#### Aim of the exercise:
Extract each line from the entries below that has the string "Market" in it.

#### Supplied entries:
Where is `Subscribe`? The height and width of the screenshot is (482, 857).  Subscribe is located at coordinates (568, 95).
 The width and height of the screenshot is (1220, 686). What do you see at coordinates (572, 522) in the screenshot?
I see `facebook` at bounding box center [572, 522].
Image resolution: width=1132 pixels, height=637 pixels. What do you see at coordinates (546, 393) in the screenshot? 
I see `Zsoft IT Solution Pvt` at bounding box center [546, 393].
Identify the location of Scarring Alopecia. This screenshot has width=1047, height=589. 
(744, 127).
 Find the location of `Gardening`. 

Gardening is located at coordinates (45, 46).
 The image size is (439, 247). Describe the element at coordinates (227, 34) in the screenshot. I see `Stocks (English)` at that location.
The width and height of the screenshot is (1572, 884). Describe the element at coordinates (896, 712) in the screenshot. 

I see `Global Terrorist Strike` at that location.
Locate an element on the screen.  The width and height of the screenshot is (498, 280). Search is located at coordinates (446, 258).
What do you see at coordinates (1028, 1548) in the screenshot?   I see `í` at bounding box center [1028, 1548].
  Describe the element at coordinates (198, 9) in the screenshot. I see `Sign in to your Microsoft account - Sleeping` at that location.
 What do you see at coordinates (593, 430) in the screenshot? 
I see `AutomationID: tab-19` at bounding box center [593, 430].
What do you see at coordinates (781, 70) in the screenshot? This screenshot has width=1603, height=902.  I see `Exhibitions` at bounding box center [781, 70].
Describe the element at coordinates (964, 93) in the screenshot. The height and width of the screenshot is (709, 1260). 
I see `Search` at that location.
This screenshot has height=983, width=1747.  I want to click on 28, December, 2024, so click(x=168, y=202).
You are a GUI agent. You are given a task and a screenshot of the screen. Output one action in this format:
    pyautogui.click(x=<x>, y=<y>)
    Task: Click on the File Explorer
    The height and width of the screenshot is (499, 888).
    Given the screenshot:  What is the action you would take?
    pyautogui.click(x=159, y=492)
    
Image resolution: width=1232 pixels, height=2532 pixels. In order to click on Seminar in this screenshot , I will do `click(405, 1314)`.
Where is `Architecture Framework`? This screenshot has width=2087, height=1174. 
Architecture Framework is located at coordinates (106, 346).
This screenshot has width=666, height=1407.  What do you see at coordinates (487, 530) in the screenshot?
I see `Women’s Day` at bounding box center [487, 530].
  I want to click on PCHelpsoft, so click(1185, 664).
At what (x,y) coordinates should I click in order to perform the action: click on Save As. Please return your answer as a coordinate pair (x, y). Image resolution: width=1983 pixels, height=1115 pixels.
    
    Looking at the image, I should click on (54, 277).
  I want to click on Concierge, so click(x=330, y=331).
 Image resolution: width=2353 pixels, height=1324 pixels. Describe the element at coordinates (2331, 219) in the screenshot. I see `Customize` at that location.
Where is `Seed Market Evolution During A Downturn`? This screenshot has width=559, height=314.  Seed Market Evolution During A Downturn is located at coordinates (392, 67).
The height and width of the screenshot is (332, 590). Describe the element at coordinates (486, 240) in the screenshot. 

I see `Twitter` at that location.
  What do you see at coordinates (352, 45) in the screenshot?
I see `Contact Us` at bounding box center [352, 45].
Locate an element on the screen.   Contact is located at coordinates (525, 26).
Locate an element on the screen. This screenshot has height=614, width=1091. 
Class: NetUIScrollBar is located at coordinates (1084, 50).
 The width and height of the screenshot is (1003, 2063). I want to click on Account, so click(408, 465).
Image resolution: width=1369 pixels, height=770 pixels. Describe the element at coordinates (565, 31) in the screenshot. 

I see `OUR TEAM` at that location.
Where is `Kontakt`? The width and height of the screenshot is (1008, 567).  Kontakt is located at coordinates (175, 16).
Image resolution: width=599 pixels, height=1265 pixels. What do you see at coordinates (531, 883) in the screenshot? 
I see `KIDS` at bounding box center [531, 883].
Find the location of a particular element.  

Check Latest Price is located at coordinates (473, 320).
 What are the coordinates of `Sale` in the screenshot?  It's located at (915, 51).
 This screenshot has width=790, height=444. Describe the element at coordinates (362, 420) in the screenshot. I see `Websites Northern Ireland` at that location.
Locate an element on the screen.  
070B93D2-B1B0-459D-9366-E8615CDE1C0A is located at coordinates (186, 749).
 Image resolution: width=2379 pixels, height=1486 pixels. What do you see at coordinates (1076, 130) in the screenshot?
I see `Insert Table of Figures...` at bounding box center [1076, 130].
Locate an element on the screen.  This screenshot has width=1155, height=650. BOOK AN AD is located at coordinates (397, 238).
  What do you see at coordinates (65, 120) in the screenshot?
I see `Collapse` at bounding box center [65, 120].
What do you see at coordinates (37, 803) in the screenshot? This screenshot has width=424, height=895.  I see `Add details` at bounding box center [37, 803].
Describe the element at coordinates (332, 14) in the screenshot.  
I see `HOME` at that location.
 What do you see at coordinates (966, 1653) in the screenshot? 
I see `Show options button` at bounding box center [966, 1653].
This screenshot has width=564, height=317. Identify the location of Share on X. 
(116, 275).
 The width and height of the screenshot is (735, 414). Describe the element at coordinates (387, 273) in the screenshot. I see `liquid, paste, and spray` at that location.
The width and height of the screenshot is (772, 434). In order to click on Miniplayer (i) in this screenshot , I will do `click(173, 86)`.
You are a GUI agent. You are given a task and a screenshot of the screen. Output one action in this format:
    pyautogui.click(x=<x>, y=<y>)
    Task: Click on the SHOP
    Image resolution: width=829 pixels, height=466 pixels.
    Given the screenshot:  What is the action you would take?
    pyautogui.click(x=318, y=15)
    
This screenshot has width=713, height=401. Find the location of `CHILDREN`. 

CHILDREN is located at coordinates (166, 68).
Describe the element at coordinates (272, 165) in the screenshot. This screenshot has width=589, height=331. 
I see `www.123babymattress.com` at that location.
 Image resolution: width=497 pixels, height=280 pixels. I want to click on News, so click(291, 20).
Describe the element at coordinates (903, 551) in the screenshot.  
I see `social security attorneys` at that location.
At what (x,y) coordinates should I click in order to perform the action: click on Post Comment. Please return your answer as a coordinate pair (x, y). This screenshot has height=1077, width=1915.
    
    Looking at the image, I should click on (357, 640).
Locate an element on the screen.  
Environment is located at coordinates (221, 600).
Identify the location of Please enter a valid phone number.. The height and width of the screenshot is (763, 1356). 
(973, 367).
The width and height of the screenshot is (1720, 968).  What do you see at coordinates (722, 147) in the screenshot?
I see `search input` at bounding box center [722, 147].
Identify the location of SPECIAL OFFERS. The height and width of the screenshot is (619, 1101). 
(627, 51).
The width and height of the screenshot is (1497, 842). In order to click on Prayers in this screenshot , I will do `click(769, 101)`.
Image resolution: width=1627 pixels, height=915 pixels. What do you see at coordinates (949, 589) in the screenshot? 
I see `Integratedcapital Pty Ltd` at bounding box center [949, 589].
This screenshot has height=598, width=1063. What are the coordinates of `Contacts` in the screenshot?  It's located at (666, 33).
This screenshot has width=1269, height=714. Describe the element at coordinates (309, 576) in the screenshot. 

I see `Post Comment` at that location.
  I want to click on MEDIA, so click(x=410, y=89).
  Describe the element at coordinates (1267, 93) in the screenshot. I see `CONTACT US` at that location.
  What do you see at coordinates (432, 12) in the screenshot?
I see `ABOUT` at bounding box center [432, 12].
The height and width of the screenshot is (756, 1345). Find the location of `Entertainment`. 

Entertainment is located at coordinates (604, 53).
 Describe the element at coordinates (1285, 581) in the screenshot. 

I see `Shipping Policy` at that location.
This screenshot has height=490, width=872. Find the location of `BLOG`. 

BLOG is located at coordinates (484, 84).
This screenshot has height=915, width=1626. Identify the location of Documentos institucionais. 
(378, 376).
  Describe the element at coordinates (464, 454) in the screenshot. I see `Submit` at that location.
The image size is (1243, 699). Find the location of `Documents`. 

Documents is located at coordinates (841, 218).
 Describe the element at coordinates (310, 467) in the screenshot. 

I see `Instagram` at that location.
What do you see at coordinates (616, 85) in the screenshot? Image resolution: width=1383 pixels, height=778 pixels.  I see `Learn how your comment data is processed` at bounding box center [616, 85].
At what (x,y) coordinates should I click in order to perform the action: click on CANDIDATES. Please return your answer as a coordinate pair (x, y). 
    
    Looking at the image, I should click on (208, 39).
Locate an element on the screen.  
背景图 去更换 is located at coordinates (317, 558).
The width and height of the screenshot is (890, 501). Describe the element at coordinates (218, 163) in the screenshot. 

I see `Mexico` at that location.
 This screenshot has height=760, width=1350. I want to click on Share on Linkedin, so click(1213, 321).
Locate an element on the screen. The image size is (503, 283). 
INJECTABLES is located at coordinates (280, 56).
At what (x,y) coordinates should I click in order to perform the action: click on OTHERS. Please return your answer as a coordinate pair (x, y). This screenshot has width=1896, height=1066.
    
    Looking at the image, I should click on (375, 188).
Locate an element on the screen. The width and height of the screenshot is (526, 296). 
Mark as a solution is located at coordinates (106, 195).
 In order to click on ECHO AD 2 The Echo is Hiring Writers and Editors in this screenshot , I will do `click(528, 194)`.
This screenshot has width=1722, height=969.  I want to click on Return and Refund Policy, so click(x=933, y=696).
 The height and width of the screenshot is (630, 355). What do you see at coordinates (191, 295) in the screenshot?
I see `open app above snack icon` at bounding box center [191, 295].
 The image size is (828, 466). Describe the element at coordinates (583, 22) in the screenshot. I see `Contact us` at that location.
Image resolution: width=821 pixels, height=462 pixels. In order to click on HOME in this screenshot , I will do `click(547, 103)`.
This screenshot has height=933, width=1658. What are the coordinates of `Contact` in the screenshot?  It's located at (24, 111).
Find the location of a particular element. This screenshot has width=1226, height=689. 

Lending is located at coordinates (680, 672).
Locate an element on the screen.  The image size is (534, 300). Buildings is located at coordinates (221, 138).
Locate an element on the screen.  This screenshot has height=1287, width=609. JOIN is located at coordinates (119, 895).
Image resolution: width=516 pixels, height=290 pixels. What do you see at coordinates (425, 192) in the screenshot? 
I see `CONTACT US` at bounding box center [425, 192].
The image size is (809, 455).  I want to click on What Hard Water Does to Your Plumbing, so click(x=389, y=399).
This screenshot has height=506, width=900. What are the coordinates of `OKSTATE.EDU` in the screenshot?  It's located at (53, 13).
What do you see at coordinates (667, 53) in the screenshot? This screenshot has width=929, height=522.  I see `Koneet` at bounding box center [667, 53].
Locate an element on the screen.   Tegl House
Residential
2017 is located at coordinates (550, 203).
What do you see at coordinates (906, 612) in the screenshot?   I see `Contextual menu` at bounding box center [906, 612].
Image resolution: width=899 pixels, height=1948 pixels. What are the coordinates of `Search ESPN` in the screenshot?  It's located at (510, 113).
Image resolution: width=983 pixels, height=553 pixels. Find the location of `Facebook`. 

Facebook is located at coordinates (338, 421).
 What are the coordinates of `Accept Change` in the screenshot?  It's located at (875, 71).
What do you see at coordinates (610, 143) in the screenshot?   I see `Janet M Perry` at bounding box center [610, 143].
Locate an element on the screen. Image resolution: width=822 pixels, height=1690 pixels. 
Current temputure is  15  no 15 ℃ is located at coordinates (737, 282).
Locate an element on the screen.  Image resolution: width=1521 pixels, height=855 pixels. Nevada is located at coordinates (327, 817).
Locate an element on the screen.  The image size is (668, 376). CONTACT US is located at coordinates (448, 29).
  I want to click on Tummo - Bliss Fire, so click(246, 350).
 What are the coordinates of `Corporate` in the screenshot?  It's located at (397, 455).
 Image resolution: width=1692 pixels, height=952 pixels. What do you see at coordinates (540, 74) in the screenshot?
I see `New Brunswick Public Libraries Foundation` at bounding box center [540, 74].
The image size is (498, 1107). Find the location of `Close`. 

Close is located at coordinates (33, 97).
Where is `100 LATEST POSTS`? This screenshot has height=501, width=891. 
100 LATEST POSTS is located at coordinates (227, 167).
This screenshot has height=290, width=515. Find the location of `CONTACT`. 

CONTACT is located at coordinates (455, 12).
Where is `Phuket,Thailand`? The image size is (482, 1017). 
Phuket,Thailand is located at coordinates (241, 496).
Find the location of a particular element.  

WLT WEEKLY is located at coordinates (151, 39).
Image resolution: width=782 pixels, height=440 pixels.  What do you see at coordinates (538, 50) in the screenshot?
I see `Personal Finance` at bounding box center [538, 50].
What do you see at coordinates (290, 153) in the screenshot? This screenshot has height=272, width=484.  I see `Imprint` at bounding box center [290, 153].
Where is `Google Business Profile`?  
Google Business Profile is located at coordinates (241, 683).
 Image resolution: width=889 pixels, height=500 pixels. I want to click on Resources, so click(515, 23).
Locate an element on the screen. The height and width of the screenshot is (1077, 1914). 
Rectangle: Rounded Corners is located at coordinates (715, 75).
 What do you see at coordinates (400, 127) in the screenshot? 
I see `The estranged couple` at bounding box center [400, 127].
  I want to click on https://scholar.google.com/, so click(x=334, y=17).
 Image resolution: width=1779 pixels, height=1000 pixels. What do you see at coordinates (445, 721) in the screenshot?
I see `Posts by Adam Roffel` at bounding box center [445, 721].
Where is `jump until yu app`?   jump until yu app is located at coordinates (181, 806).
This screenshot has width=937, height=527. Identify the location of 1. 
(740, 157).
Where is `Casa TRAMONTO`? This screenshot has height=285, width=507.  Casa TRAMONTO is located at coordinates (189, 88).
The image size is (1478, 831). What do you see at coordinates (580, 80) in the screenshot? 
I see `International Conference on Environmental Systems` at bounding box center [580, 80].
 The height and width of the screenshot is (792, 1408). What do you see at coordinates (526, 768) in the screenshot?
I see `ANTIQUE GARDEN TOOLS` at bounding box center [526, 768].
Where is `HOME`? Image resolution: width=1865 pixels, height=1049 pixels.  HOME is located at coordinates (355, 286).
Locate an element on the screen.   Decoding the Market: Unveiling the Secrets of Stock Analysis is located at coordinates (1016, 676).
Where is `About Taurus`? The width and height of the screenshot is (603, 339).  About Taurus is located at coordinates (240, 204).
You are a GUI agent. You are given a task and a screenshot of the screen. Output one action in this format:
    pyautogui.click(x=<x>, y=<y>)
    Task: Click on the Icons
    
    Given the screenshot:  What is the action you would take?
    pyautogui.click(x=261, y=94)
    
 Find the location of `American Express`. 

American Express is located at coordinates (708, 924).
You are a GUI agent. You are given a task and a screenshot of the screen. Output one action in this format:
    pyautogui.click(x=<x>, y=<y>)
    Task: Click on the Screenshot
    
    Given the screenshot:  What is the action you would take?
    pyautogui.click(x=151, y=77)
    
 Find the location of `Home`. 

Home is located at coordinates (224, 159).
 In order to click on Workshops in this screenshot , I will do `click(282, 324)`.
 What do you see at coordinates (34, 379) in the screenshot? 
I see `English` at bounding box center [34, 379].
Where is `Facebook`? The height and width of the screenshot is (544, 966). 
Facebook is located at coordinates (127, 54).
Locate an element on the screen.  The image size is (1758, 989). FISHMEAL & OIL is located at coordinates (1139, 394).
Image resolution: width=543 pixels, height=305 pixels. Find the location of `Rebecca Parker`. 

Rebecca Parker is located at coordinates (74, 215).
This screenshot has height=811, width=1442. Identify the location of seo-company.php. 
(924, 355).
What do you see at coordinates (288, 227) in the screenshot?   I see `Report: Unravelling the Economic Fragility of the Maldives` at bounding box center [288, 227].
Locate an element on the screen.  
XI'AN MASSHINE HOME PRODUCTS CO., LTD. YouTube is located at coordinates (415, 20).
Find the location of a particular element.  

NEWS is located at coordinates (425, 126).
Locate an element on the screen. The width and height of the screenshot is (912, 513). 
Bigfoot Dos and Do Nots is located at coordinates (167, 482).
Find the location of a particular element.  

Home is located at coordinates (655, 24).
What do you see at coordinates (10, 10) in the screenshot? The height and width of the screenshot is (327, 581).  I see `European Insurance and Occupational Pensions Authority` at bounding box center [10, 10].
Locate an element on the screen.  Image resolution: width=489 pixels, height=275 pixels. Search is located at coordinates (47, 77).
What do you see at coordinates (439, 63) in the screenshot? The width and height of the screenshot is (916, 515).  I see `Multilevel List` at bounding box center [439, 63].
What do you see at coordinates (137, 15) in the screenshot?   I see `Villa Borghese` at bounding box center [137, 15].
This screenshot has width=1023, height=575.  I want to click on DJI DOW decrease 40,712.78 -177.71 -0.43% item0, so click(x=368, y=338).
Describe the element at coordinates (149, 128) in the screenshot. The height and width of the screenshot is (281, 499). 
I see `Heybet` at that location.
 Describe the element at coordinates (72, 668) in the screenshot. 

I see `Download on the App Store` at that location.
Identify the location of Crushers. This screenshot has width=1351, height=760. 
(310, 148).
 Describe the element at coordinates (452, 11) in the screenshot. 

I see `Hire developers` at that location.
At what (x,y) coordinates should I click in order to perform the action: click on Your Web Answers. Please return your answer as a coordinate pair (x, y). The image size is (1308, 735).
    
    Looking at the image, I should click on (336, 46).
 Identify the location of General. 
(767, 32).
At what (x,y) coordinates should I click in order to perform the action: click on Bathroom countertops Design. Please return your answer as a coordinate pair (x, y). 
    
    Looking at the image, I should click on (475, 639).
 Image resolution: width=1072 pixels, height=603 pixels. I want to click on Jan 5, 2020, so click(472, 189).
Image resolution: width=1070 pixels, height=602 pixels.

#### Exercise response:
Where is `Seed Market Evolution During A Downturn`? This screenshot has width=559, height=314.  Seed Market Evolution During A Downturn is located at coordinates (392, 67).
Locate an element on the screen.   Decoding the Market: Unveiling the Secrets of Stock Analysis is located at coordinates (1016, 676).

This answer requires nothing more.